Saturday, 14 July 2012

Maximum Impact First Night of the Proms 2012

MAXIMUM IMPACT for the First Night of the BBC Proms 2012. My review of the First Night of the Proms 2013 is here.  Big choirs, big orchestras, Four big name conductors and the cream of British composers. No flag waving, except for someone waving an Olympics flag to upstage things. It was a sorry sight, since the BBC Proms stand for everything the paranoid, sponsor-obssessed Olympics are not. Fortunately thousands in the Royal Albert Hall and listening on the net/radio  had their minds and ears on less squalid things. Glorious music, glorious Britishness in the finest sense, genuine, sincere pride. Listen to the interval commentary on i-player which describes the difference between a plodding Land of Hope and Glory and the much more sophisticated version we heard tonight, freer and more positive. My mother was a destitute refugee liberated from camp in 1945, who attended the Last Night of the Proms in 1946. For her it was an overwhelming, cathartic experience which banished sufferings past in a blaze of genuine Hope and Glory. This Coronation Ode shows that bigots can't hijack the idealism Elgar and his contemporaries must have felt 110 years ago. Utterly stunning performance led by Edward Gardner. . Listen and read more about the cast HERE

What does being British mean, after all. Frederick Delius's UK connections were so tenuous that he'd fail the Immigration test questions. Born German, he left Bradford as soon as he could get away, fathered a child with a Florida black woman, partied in Paris and paid homage to Grieg in Norway, and wrote music that recalls Debussy. But "British" he became because the nation needed an icon. And when British music circles have heroes, they're fanatical about them. Delius Sea Drift is for me beautiful as abstract music, since I find the poem mawkish even though it's by Walt Whitman. Fortunately Bryn Terfel gives it vigorous, even gruff treatment which lifts it above sentimentality and gives it extraordinary power. Boyo Delius works well! Mark Elder conducted the BBC Symphony Orchestra and Chorus.

Elgar's Overture Cockaigne (In London Town) is a regular Proms perennial, but it was good to hear  Roger Norrington's warm hearted, lively account, perfectly in tune with the good natured Coronation Ode. Martyn Brabbins conducted Michael Tippett's Suite for the Birthday of Prince Charles, which fitted the mood of optimism at the time the Prince was born. God Save the Queen, Long May She Reign!  Even to age 116. Couldn't they have chosen something to praise a woman who has done more for the monarchy than anyone else? Including Princess Diana, who deserves much more attention than she's had this Jubilee year. Mark Anthony Turnage Canon Fever (note one "n", it's a pun) was a reminder thast British music is alive and well. Much quirkier and original than he's been for a while. Some First Night Fanfares disappear without a trace. This one will stay fresh.

Speaking of Britishness, the Olympics and British music, there was some discussion on the BBC Proms site, which I can't track down (might have been pulled). Someone objected to having Beethoven 9 at the Proms on the opening night of the Olympics, because Beethoven wasn't British. "Would the Germans have played British music at the 1936 Olympics opening?" someone asked.  But Beethoven transcends national borders. Alle Menschen werden Bruder. That's the real spirit of the BBC Proms and should be of the Olympics, too.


— Instructions for the task —
With the pictures excluded, reproduce all of the data exactly.

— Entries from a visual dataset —
╭──

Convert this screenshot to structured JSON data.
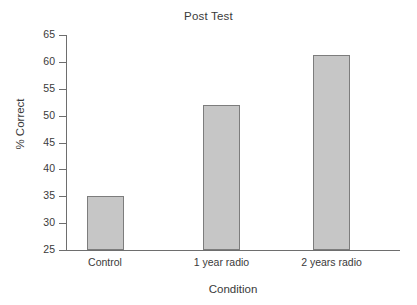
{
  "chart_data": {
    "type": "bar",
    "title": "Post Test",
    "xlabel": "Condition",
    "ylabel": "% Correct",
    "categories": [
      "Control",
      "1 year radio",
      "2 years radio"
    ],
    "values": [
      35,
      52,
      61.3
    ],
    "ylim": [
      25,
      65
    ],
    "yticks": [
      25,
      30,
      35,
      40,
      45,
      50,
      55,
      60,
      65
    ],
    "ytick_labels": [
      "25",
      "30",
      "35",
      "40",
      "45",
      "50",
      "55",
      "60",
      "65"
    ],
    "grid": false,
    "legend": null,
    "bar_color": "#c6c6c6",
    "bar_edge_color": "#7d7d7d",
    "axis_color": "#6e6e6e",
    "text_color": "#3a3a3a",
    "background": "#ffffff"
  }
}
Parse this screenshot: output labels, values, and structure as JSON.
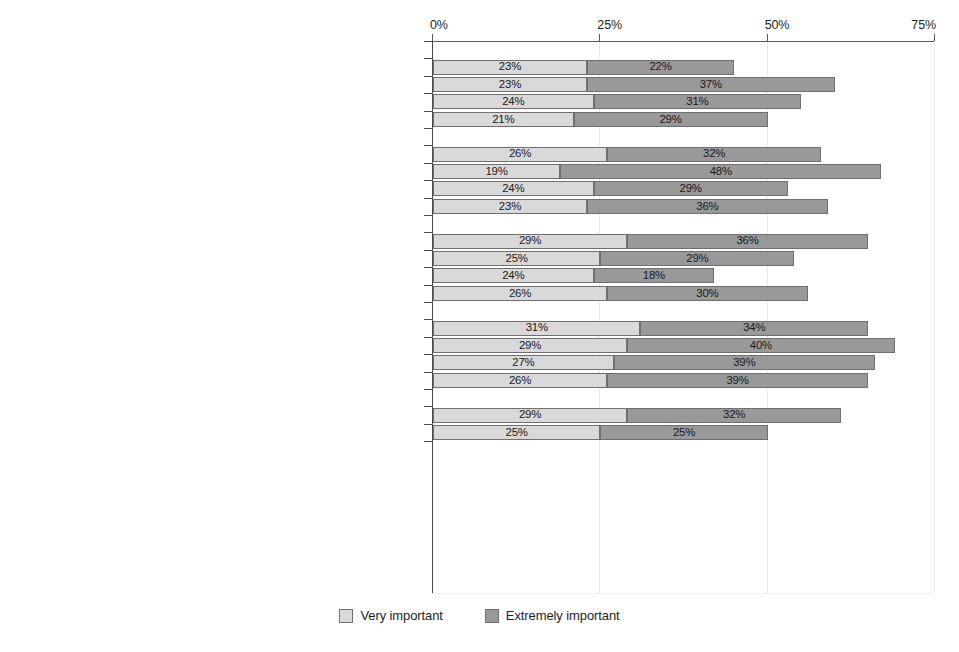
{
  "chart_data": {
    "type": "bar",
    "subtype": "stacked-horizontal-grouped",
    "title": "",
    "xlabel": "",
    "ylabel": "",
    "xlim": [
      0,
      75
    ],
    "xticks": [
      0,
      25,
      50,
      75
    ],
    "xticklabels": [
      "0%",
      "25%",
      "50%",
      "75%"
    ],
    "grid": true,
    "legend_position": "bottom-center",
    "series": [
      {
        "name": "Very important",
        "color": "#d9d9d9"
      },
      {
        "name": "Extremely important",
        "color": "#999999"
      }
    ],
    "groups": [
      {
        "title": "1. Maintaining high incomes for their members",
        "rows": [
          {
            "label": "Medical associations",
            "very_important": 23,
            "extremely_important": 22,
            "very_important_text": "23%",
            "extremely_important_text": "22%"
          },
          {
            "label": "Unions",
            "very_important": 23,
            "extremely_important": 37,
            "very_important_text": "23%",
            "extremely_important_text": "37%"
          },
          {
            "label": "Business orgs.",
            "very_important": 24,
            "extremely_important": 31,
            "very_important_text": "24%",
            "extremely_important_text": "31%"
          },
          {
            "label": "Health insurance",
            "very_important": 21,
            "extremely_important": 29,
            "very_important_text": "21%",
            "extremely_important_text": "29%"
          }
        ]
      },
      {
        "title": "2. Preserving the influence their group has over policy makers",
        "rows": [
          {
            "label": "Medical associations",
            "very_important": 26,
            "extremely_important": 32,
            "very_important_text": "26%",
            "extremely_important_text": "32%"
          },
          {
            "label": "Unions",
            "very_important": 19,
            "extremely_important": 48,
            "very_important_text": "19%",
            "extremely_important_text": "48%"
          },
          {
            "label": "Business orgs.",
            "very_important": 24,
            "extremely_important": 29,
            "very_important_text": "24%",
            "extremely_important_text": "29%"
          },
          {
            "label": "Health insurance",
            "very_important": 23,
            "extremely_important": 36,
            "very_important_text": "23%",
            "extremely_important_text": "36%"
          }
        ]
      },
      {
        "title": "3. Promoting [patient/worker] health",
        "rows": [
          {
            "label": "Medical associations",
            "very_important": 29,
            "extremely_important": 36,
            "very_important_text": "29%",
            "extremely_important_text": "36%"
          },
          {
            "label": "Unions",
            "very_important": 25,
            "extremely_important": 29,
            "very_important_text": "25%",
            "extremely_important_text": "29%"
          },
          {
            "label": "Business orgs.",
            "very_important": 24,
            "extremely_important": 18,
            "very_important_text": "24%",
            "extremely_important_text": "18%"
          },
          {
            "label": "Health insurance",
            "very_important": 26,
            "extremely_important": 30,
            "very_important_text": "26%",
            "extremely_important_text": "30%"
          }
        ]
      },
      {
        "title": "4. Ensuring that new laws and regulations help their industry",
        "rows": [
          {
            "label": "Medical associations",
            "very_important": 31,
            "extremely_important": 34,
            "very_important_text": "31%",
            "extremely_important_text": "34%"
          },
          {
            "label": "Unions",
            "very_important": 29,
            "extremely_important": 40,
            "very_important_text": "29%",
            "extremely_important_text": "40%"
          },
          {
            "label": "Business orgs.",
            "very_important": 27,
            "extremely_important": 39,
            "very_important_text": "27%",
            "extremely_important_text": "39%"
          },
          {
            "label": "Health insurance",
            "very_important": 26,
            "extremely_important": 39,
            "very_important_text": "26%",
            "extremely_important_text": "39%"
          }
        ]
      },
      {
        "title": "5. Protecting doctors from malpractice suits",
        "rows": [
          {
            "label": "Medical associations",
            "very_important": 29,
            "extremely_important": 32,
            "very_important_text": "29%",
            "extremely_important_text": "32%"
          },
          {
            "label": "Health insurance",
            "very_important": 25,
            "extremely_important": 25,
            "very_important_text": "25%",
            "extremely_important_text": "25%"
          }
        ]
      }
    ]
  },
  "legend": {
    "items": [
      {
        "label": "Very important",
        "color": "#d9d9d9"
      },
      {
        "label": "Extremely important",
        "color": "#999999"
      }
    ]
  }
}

╰──

— Answer section —
Convert this screenshot to structured JSON data.
{
  "chart_data": {
    "type": "bar",
    "title": "Post Test",
    "xlabel": "Condition",
    "ylabel": "% Correct",
    "categories": [
      "Control",
      "1 year radio",
      "2 years radio"
    ],
    "values": [
      35,
      52,
      61.3
    ],
    "ylim": [
      25,
      65
    ],
    "yticks": [
      25,
      30,
      35,
      40,
      45,
      50,
      55,
      60,
      65
    ],
    "ytick_labels": [
      "25",
      "30",
      "35",
      "40",
      "45",
      "50",
      "55",
      "60",
      "65"
    ],
    "grid": false,
    "legend": null,
    "bar_color": "#c6c6c6",
    "bar_edge_color": "#7d7d7d",
    "axis_color": "#6e6e6e",
    "text_color": "#3a3a3a",
    "background": "#ffffff"
  }
}
Parse this screenshot: output labels, values, and structure as JSON.
{
  "chart_data": {
    "type": "bar",
    "subtype": "stacked-horizontal-grouped",
    "title": "",
    "xlabel": "",
    "ylabel": "",
    "xlim": [
      0,
      75
    ],
    "xticks": [
      0,
      25,
      50,
      75
    ],
    "xticklabels": [
      "0%",
      "25%",
      "50%",
      "75%"
    ],
    "grid": true,
    "legend_position": "bottom-center",
    "series": [
      {
        "name": "Very important",
        "color": "#d9d9d9"
      },
      {
        "name": "Extremely important",
        "color": "#999999"
      }
    ],
    "groups": [
      {
        "title": "1. Maintaining high incomes for their members",
        "rows": [
          {
            "label": "Medical associations",
            "very_important": 23,
            "extremely_important": 22,
            "very_important_text": "23%",
            "extremely_important_text": "22%"
          },
          {
            "label": "Unions",
            "very_important": 23,
            "extremely_important": 37,
            "very_important_text": "23%",
            "extremely_important_text": "37%"
          },
          {
            "label": "Business orgs.",
            "very_important": 24,
            "extremely_important": 31,
            "very_important_text": "24%",
            "extremely_important_text": "31%"
          },
          {
            "label": "Health insurance",
            "very_important": 21,
            "extremely_important": 29,
            "very_important_text": "21%",
            "extremely_important_text": "29%"
          }
        ]
      },
      {
        "title": "2. Preserving the influence their group has over policy makers",
        "rows": [
          {
            "label": "Medical associations",
            "very_important": 26,
            "extremely_important": 32,
            "very_important_text": "26%",
            "extremely_important_text": "32%"
          },
          {
            "label": "Unions",
            "very_important": 19,
            "extremely_important": 48,
            "very_important_text": "19%",
            "extremely_important_text": "48%"
          },
          {
            "label": "Business orgs.",
            "very_important": 24,
            "extremely_important": 29,
            "very_important_text": "24%",
            "extremely_important_text": "29%"
          },
          {
            "label": "Health insurance",
            "very_important": 23,
            "extremely_important": 36,
            "very_important_text": "23%",
            "extremely_important_text": "36%"
          }
        ]
      },
      {
        "title": "3. Promoting [patient/worker] health",
        "rows": [
          {
            "label": "Medical associations",
            "very_important": 29,
            "extremely_important": 36,
            "very_important_text": "29%",
            "extremely_important_text": "36%"
          },
          {
            "label": "Unions",
            "very_important": 25,
            "extremely_important": 29,
            "very_important_text": "25%",
            "extremely_important_text": "29%"
          },
          {
            "label": "Business orgs.",
            "very_important": 24,
            "extremely_important": 18,
            "very_important_text": "24%",
            "extremely_important_text": "18%"
          },
          {
            "label": "Health insurance",
            "very_important": 26,
            "extremely_important": 30,
            "very_important_text": "26%",
            "extremely_important_text": "30%"
          }
        ]
      },
      {
        "title": "4. Ensuring that new laws and regulations help their industry",
        "rows": [
          {
            "label": "Medical associations",
            "very_important": 31,
            "extremely_important": 34,
            "very_important_text": "31%",
            "extremely_important_text": "34%"
          },
          {
            "label": "Unions",
            "very_important": 29,
            "extremely_important": 40,
            "very_important_text": "29%",
            "extremely_important_text": "40%"
          },
          {
            "label": "Business orgs.",
            "very_important": 27,
            "extremely_important": 39,
            "very_important_text": "27%",
            "extremely_important_text": "39%"
          },
          {
            "label": "Health insurance",
            "very_important": 26,
            "extremely_important": 39,
            "very_important_text": "26%",
            "extremely_important_text": "39%"
          }
        ]
      },
      {
        "title": "5. Protecting doctors from malpractice suits",
        "rows": [
          {
            "label": "Medical associations",
            "very_important": 29,
            "extremely_important": 32,
            "very_important_text": "29%",
            "extremely_important_text": "32%"
          },
          {
            "label": "Health insurance",
            "very_important": 25,
            "extremely_important": 25,
            "very_important_text": "25%",
            "extremely_important_text": "25%"
          }
        ]
      }
    ]
  },
  "legend": {
    "items": [
      {
        "label": "Very important",
        "color": "#d9d9d9"
      },
      {
        "label": "Extremely important",
        "color": "#999999"
      }
    ]
  }
}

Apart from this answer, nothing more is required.